Using Radical Change to Improve Organizational Performance
Incremental change or radical rethink?
© iStockphoto
Stan runs a soft drinks company.
His revenues, and his profits, have been steadily dropping for the past year.
He studies his major cost centers, and he worries that he might have to "right size" the assembly line (in other words, lay off workers) to reduce costs.
Currently, there are six stations that need human monitoring. The assembly line runs OK, but Stan can purchase new technology to remove the need for monitoring at three stations. This means that he can reduce his workforce by nine people (three shifts a day). So Stan buys the new equipment and, with regret, lays off nine workers.
Now it's a year later, and Stan's profit margin is in even worse shape. What happened? The technology that was supposed to lower his costs hasn't helped profits at all! So he looks for other cost-saving opportunities and ways to complete the work more efficiently.
Do you think Stan is likely to solve his problem?
Maybe not. Why? Because he's looking for more efficient ways to do the SAME things. This addresses only one side of the issue. The other side involves determining if WHAT he's doing is actually necessary, or done the right way.
If Stan had investigated different bottle designs, he could have filled the bottles and had them ready for shipping in half the time – and he would have delivered a bottle that his customers actually preferred. If he had thought about how to redesign the manufacturing process, instead of just how his production line functioned, he would have discovered better ways to meet his customers' needs – and he would have saved money.
A Different Kind of Solution
In 1990, Michael Hammer, a former MIT professor, published a Harvard Business Review article that described this management approach. It was called business process reengineering (BPR), and it became very popular.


## Task brief
Your job is to return each record exactly, minus any pictures.

+++ Given data +++

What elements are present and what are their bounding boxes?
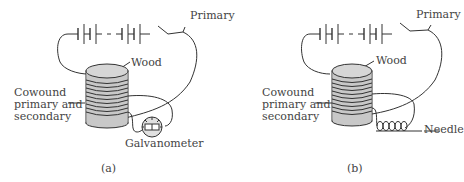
label-primary-a: Primary [190,10,235,22]
label-wood-a: Wood [131,57,162,69]
label-wood-b: Wood [376,55,407,67]
label-coil-line3-b: secondary [262,111,319,123]
coil-core-b [332,64,372,126]
caption-a: (a) [101,162,116,175]
primary-wire-left-a [58,34,88,74]
coil-core-a [86,64,128,128]
primary-wire-right-a [125,32,197,118]
caption-b: (b) [347,162,363,175]
galvanometer-icon [142,117,162,137]
label-needle: Needle [424,124,464,136]
battery-a [68,24,150,44]
needle-coil-icon [377,122,407,131]
label-primary-b: Primary [416,9,461,21]
label-galvanometer: Galvanometer [125,138,203,150]
label-coil-line3-a: secondary [14,111,71,123]
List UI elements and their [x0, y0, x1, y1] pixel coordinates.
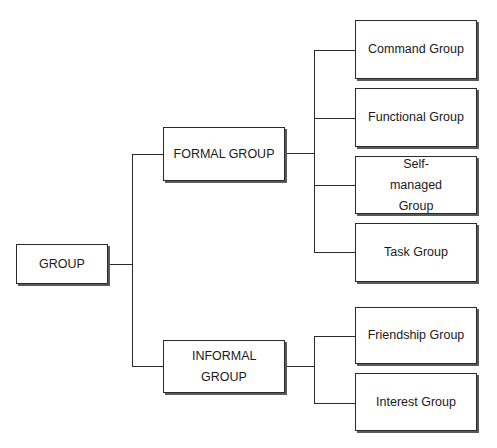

+++

## Exercise answer
What elements are present and what are their bounding boxes?
label-primary-a: Primary [190,10,235,22]
label-wood-a: Wood [131,57,162,69]
label-wood-b: Wood [376,55,407,67]
label-coil-line3-b: secondary [262,111,319,123]
coil-core-b [332,64,372,126]
caption-a: (a) [101,162,116,175]
primary-wire-left-a [58,34,88,74]
coil-core-a [86,64,128,128]
primary-wire-right-a [125,32,197,118]
caption-b: (b) [347,162,363,175]
galvanometer-icon [142,117,162,137]
label-needle: Needle [424,124,464,136]
battery-a [68,24,150,44]
needle-coil-icon [377,122,407,131]
label-primary-b: Primary [416,9,461,21]
label-galvanometer: Galvanometer [125,138,203,150]
label-coil-line3-a: secondary [14,111,71,123]
List UI elements and their [x0, y0, x1, y1] pixel coordinates.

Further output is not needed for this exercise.